Let’s see, in my life of late, I’ve been feeling grateful for the work of Sara Marcus, Ayad Akhtar, Silvia Federici, Pankaj Mishra, Sreshtha Sen, Danez Smith, Wendy Xu, and Emily Lee Luan. It’s not only writing that I spend my time with (thank God); of late I’ve been enjoying Maya Varadaraj, Bhasha Chakrabarti, Ghais Guevara, Raqib Shaw, Rachika Nayar, Jacqueline du Pré, Daboor, Humeysha, Terrance Malick, Bong Joon Ho, Trey Abdella, Anna Wehrwein, and Saya Gray. I’ve been particularly into painting, photography, and visual art recently; I think that there’s something about the visual that takes me out of what is dense and knotty in prose; sometimes it can just give me a surface and a feeling to respond to. And I often find myself glad for that sort of switching and moving, in terms of what I’m taking in.

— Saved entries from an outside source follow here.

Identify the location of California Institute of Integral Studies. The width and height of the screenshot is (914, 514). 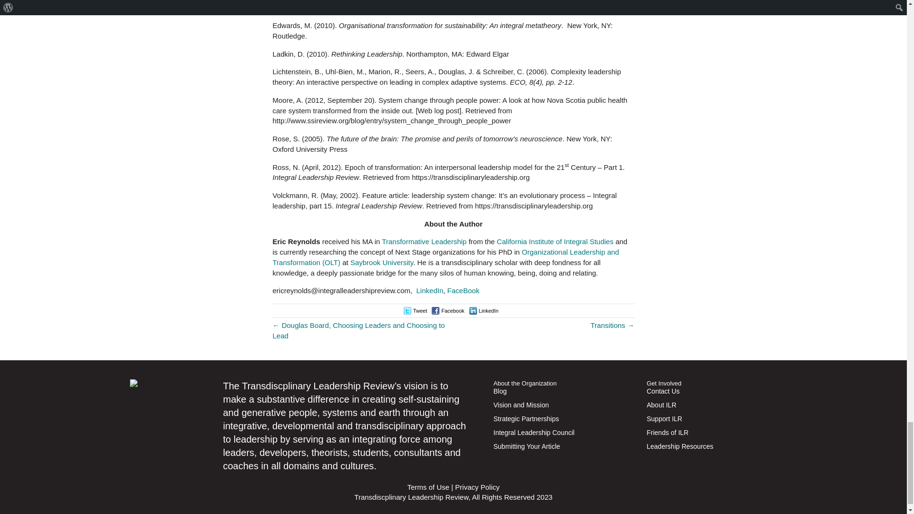
(555, 241).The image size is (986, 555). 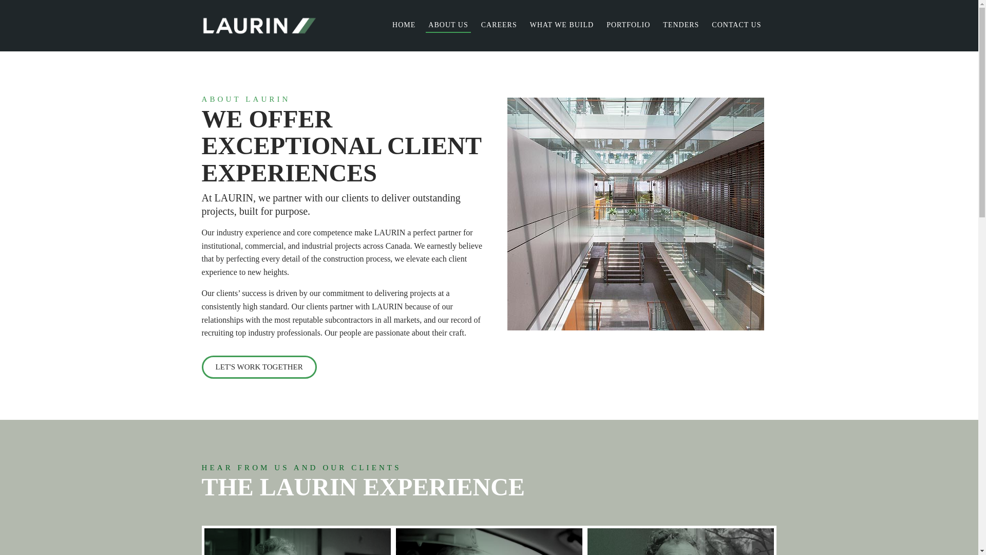 I want to click on ABOUT US, so click(x=448, y=25).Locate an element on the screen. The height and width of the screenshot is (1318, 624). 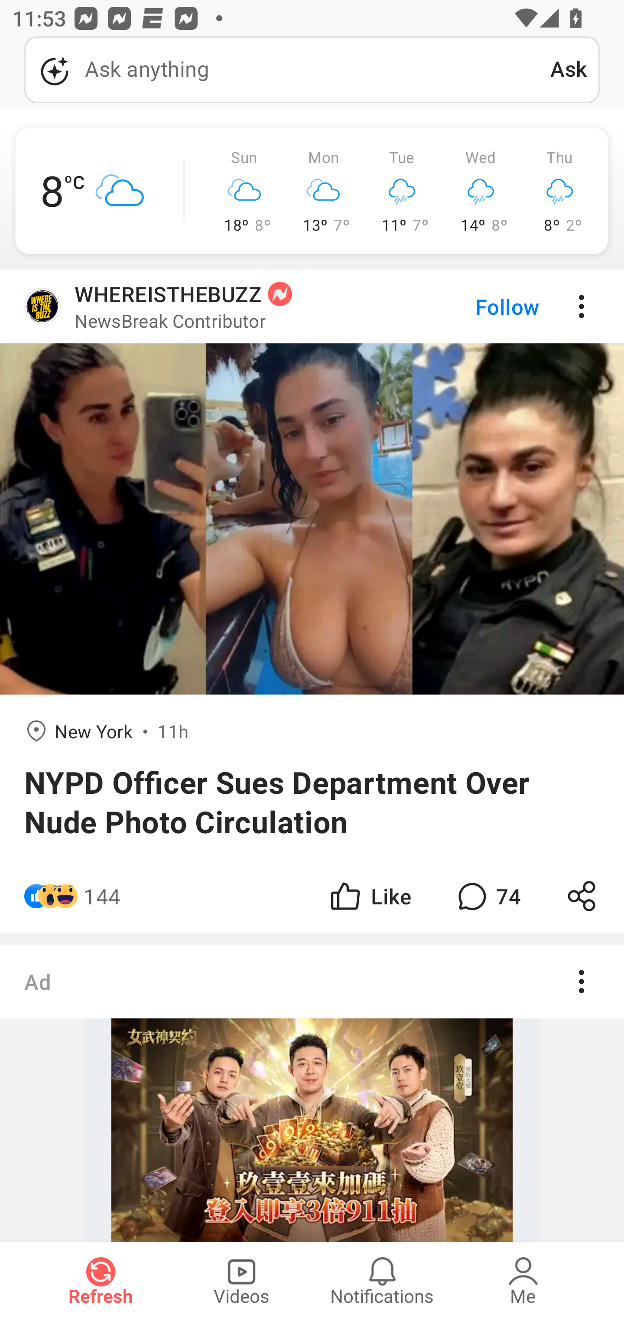
Wed 14º 8º is located at coordinates (481, 191).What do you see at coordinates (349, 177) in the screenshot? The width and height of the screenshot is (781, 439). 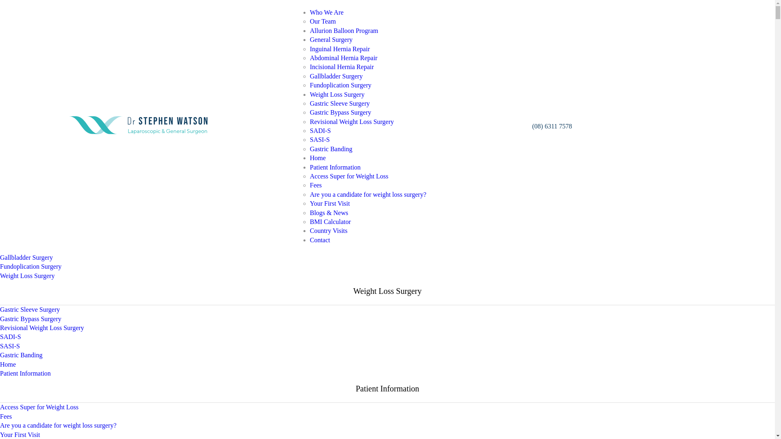 I see `Access Super for Weight Loss` at bounding box center [349, 177].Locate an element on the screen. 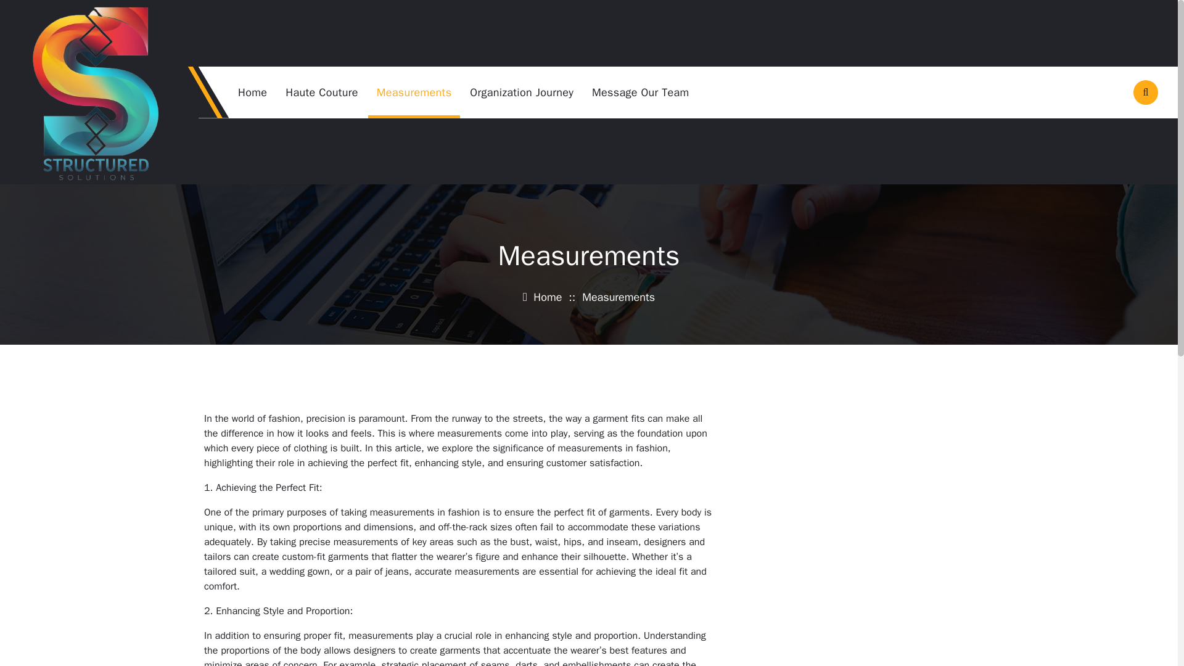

In terms of organizing and culture work, there’s so much of it that’s happening right now that is crucial and exciting, and heartbreaking because of what it’s responding to. But I have found myself so startled and moved by the mass movement for Palestinian rights and safety and life and liberation, in part because it feels so different than how a lot of young people have previously engaged with this country’s foreign policy and its choices. Finally, my closest circle of people inspires me endlessly. Each of them makes me want to continue making work, to keep thinking out loud. They rule. I love them so much.
Sarah Thankam Mathews recommends:
Cooking with others as a social activity
Good and interesting perfume. Some recs here
Using coconut oil in a dental routine, either as a rinse (aka oil pulling) or brushing your teeth with it alongside a conventional toothpaste. Big Dentistry does not want you to know.
Becoming friends with the questions, “Why is this the case?” and “Why does this person think differently than I do?”